Risk score, explained
The CVSS 3.1 score of 7.5 (HIGH) reflects a network-accessible vulnerability with low complexity, no privilege requirements, and significant impact on availability. The attack vector (AV:N) and low attack complexity (AC:L) signal immediate exploitability by remote, unauthenticated parties. The lack of impact on confidentiality (C:N) and integrity (I:N) prevents a critical rating, but the high availability impact (A:H) driven by forced channel closure justifies the high severity. The score does not account for business context—organizations depending on continuous connectivity should treat this more urgently than the base score alone suggests.
Frequently asked questions
Do we need to patch if our application is behind a firewall or not directly internet-facing?
Yes. While internet exposure increases risk, internal networks are not immune—malicious insiders, compromised internal hosts, or lateral movement from other breaches could trigger the vulnerability. Additionally, if your application exposes APIs or services to partner networks, cloud platforms, or any untrusted boundary, you remain exposed. Patching is mandatory regardless of network topology.
What happens if we don't patch? Will the application crash completely?
The affected connection closes abruptly, but the application itself typically remains running. However, clients lose their connection, and if the application logic doesn't gracefully handle reconnection or if connection pool exhaustion occurs, the service can become unresponsive. Repeated attacks could trigger a sustained denial-of-service condition. The longer you remain unpatched, the higher the cumulative risk.
Is the patch backward-compatible? Will upgrading break our application?

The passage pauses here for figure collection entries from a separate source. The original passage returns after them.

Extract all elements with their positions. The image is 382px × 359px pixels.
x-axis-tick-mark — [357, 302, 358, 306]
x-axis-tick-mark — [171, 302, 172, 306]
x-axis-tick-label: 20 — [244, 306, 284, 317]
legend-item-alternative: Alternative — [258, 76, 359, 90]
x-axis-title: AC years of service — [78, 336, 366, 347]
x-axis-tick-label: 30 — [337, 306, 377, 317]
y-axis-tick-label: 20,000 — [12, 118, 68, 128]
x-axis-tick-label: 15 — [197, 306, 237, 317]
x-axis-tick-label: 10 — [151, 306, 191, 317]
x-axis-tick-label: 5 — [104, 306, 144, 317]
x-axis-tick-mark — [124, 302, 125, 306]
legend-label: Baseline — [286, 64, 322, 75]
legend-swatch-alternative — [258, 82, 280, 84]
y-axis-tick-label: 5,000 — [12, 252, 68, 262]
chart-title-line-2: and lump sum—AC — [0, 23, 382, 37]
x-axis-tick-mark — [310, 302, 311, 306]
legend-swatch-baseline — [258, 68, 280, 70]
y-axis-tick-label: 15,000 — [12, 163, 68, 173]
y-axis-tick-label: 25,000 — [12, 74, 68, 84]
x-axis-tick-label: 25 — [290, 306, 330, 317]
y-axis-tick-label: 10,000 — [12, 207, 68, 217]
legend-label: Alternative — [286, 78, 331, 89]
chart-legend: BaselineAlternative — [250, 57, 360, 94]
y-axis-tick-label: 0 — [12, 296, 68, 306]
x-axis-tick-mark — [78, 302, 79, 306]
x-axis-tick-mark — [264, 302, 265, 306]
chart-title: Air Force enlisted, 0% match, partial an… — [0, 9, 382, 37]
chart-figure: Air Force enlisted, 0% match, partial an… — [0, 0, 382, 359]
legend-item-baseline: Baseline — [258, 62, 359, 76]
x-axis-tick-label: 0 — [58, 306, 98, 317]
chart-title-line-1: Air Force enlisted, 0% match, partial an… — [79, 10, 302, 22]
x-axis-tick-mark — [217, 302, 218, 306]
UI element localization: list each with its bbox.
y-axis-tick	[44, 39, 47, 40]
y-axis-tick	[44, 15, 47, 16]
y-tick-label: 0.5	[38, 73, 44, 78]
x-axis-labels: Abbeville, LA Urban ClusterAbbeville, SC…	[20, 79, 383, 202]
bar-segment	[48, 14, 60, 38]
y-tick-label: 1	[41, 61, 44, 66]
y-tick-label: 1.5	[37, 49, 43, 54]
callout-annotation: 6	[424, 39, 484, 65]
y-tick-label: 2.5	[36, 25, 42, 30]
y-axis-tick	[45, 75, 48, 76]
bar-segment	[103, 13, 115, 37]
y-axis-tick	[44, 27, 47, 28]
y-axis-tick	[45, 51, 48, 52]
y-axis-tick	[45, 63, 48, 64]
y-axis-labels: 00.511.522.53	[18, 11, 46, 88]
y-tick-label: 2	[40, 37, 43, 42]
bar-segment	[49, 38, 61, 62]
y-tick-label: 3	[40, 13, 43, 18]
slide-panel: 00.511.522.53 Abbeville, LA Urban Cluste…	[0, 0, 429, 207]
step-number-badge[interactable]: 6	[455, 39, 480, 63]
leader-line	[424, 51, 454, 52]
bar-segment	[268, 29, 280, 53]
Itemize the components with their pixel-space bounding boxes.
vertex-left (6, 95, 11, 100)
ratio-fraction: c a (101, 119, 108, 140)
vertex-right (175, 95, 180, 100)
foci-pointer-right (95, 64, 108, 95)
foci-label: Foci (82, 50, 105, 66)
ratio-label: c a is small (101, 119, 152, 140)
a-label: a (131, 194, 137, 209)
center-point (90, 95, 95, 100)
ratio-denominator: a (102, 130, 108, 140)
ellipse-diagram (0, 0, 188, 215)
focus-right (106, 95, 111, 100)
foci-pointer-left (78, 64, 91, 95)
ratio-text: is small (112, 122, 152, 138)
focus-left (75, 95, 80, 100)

Verify against the Cloudburst Network release notes and your vendor's advisory for compatibility details. In most cases, patch versions within the same major/minor release are backward-compatible, but test the upgrade in a staging environment before production rollout. If you encounter incompatibilities, engaging with Cloudburst support or your application vendor is necessary—but delaying the patch is not a safe option.
How can we identify which of our services depend on the vulnerable version?

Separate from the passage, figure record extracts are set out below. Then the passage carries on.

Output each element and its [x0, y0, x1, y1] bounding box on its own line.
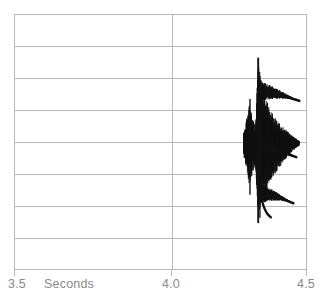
axis-tick-4-5	[306, 270, 307, 276]
axis-tick-4-0	[171, 270, 172, 276]
waveform-figure: 3.5 Seconds 4.0 4.5	[0, 0, 331, 299]
axis-tick-3-5	[14, 270, 15, 276]
plot-area[interactable]	[14, 14, 307, 270]
waveform-trace	[15, 15, 307, 270]
axis-tick-label-mid: 4.0	[162, 277, 180, 291]
axis-tick-label-start: 3.5	[8, 277, 26, 291]
axis-tick-label-end: 4.5	[297, 277, 315, 291]
x-axis-title: Seconds	[44, 277, 94, 291]
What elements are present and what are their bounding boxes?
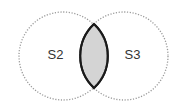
set-label-s2: S2 <box>48 47 64 62</box>
intersection-region-s2-s3 <box>80 24 108 88</box>
set-label-s3: S3 <box>125 47 141 62</box>
venn-diagram: S2 S3 <box>0 0 176 106</box>
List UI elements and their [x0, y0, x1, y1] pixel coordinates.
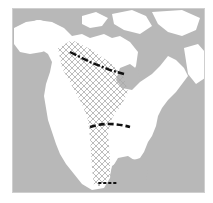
north-america-map: [12, 8, 205, 193]
map-frame: [12, 8, 205, 193]
land-alaska: [14, 20, 56, 54]
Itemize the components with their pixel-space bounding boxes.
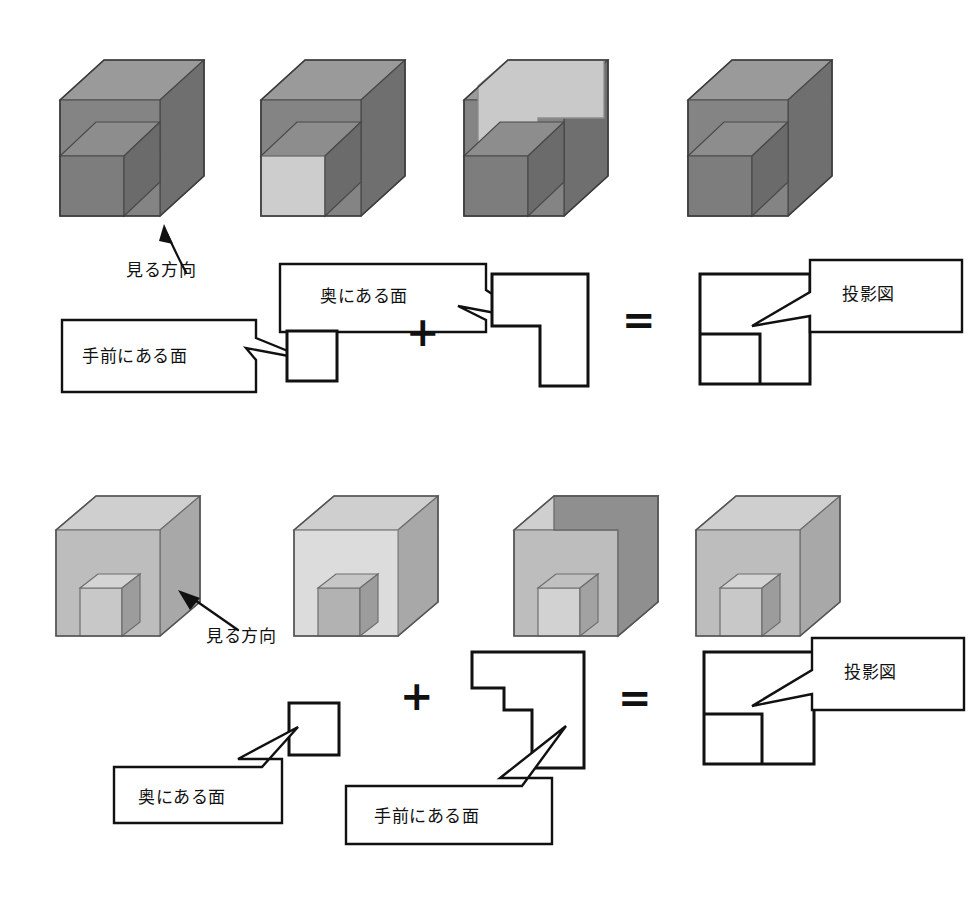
front-face-shape-top [284, 328, 340, 384]
callout-projection-top-text: 投影図 [842, 286, 895, 303]
callout-projection-bottom: 投影図 [778, 636, 968, 724]
operator-plus-top: + [406, 312, 440, 352]
top-solid-2 [253, 48, 433, 228]
diagram-canvas: 見る方向 奥にある面 手前にある面 + = [0, 0, 975, 913]
callout-front-face-bottom: 手前にある面 [344, 760, 644, 848]
callout-back-face-top-text: 奥にある面 [320, 288, 408, 305]
bottom-solid-2 [288, 490, 468, 650]
top-solid-1 [52, 48, 232, 228]
callout-back-face-bottom-text: 奥にある面 [138, 789, 226, 806]
view-direction-label-top: 見る方向 [126, 262, 196, 279]
highlighted-front-face [261, 156, 325, 216]
view-direction-label-bottom: 見る方向 [206, 628, 276, 645]
callout-front-face-top-text: 手前にある面 [82, 348, 187, 365]
front-face-shape-bottom [464, 648, 590, 772]
operator-plus-bottom: + [400, 676, 434, 716]
operator-equals-top: = [622, 300, 656, 340]
top-solid-4 [680, 48, 860, 228]
callout-projection-bottom-text: 投影図 [844, 664, 897, 681]
back-face-shape-top [466, 270, 592, 390]
bottom-solid-3 [508, 490, 688, 650]
top-solid-3 [456, 48, 636, 228]
bottom-solid-4 [690, 490, 870, 650]
callout-back-face-bottom: 奥にある面 [112, 745, 382, 827]
operator-equals-bottom: = [618, 678, 652, 718]
callout-front-face-bottom-text: 手前にある面 [374, 808, 479, 825]
callout-projection-top: 投影図 [776, 258, 966, 346]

Use software composition analysis (SCA) tools such as Snyk, Black Duck, or Dependabot to scan your codebase and running deployments. For container images, use registry scanning and image analysis tools. For running services, check application metadata, package managers (Maven, npm, Go modules, etc.), and application startup logs. Create an inventory of all dependencies and their versions, then cross-reference against the vulnerable range (prior to 1.0.0.CR3-20260418.124334-32).
This analysis is provided for informational purposes and should not be construed as legal or professional security advice. Organizations must conduct their own risk assessment, verify all technical details against vendor advisories, and test patches in their environment before production deployment. Patch version numbers and affected version ranges cited herein are based on the published CVE record and should be confirmed against the official Cloudburst Network release notes. No exploit code or weaponized proof-of-concept is provided. Consult with your security and development teams and your vendor for guidance specific to your deployment and risk profile. Source: NVD (public-domain), retrieved 2026-07-14. Analysis generated by SEC.co (claude-haiku-4-5).